Monday, July 4, 2011

The Childhood Home: Part Two, Burning

I know I've talked about the house burning before. I know that I discussed how it was burned by the KKK, in anger over my mother marrying (or . . . we assume she married him) Cuban. My brother was still very, very small and I think I was sevenish or so. I am fairly sure I mentioned it was on the Fourth of July, and that for years afterwards, I was very uncomfortable around fireworks. In a way, I still am.

Losing the house still hurts me.  It hurts so badly because even as a small child, I loved that house.  I walked away from the land without a second glance back, giving it all too my brother and step-father.  I would have fought them tooth and claw for the house.

But that wasn't to be.  The house burned and took my childhood, my dog, and really a great deal of my sanity with it.

I think I've written about this too, but it bears repeating because it is the single most important aspect of what happened that night.  So if you feel like I'm summoning my ghosts for self-indulgence, I'm really not. I want to understand and I want to really talk about what happened to me the night the house burned.
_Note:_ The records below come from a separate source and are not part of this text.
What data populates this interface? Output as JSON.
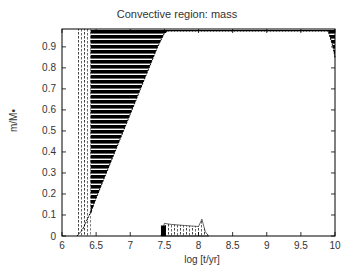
{
  "chart_data": {
    "type": "area",
    "title": "Convective region: mass",
    "xlabel": "log [t/yr]",
    "ylabel": "m/M•",
    "xlim": [
      6,
      10
    ],
    "ylim": [
      0,
      0.985
    ],
    "xticks": [
      "6",
      "6.5",
      "7",
      "7.5",
      "8",
      "8.5",
      "9",
      "9.5",
      "10"
    ],
    "yticks": [
      "0",
      "0.1",
      "0.2",
      "0.3",
      "0.4",
      "0.5",
      "0.6",
      "0.7",
      "0.8",
      "0.9"
    ],
    "grid": false,
    "legend": null,
    "series": [
      {
        "name": "Outer convective envelope (lower boundary)",
        "x": [
          6.22,
          6.3,
          6.4,
          6.5,
          6.6,
          6.8,
          7.0,
          7.2,
          7.4,
          7.5,
          7.55,
          8.0,
          9.0,
          9.9,
          9.97,
          10.0
        ],
        "y": [
          0.0,
          0.03,
          0.1,
          0.18,
          0.26,
          0.42,
          0.58,
          0.74,
          0.9,
          0.965,
          0.975,
          0.975,
          0.975,
          0.975,
          0.9,
          0.85
        ],
        "upper": 0.985
      },
      {
        "name": "Small core convective region",
        "x": [
          7.45,
          7.5,
          7.6,
          7.8,
          8.0,
          8.05,
          8.1,
          8.15
        ],
        "y": [
          0.0,
          0.06,
          0.055,
          0.05,
          0.045,
          0.08,
          0.02,
          0.0
        ]
      }
    ]
  }
}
There is a moment or maybe more than a moment . . .to be honest, I'm not sure because time stands so still . . . when the house is consumed by the flames, but everything looks like it's still there, like if you could remove the fire, everything would be okay.  In the same way that something can be preserved forever in ice, that moment in the flames seemed to capture my home and all of its contents intact.

Also in that moment, as I guess part of my sanity really did slip away, I had this sudden urge to walk into the flames. I wanted to go into them and sit on the porch swing, open my bedroom door and sit on the floor by my dolls, holding them in all of that light and never realize when we melted together and burned away.

I get that what I just wrote sounds like bad goth fiction, but it's very, very true. And in the months that followed, when things were sad and stressful, when I got bounced around from family member to family member, I would find myself letting my mind drift back into that fantasy, sitting on the floor with my dolls as we burned and burned . . . and I would be comforted.

As things continued to get crazier, as mom's husband got more abusive and mom got more messed up, I began to feel my decision to resist the urge to run into that fire was the wrong one.  Yes, as a 7-8 yr old, I was thinking that suicide by burning to death was a better option than living my life as it currently was.  Several moments of horrible pain versus the constant hell mom was putting me through . . . maybe I was wrong.

And while I can't quite remember, I'm guessing it was during this time that I began cutting myself.  Possibly . . . I know the level of emotional comfort is very close between the fantasy about the fire and fugue state I would put myself into when I was jabbing sharp things into my feet.

You know, even now, 30 years later, while I am sketchy on a lot of details, I still vividly remember the beauty of that moment when the house stood in flames. I still remember the way my heart beat, how I was breathing, how everything sounded, and most importantly how my fingertips had just the slightest bit of sweat to them, like they wanted so much to pull me forward.

Sometimes I wonder if I think about that moment every day of my life, if somehow I always go back to it, back to choosing a life of pain over a few moments of pain was the right choice. I wish I could tell you I always think it was . . . but I don't.  Depression, panic, devastation, and sometimes even ennui have made me question it many, many times.

In any case, it is the Fourth and I will mourn those lost . . . Mary my baby doll, who wore a white dress and was loved beyond reason.  My Malibu Barbie, who had spiffy 70s tan lines and smelled like coconut oil. And Beth, darling, sweet Beth, the St. Bernard who loved me so much. I miss you all, like I miss my tea set and my antique bed and the jade grapes my father gave me.

You were burned and lost to me, taken by bigots into the fires of a house that caused my mother's madness . . . as well as my own.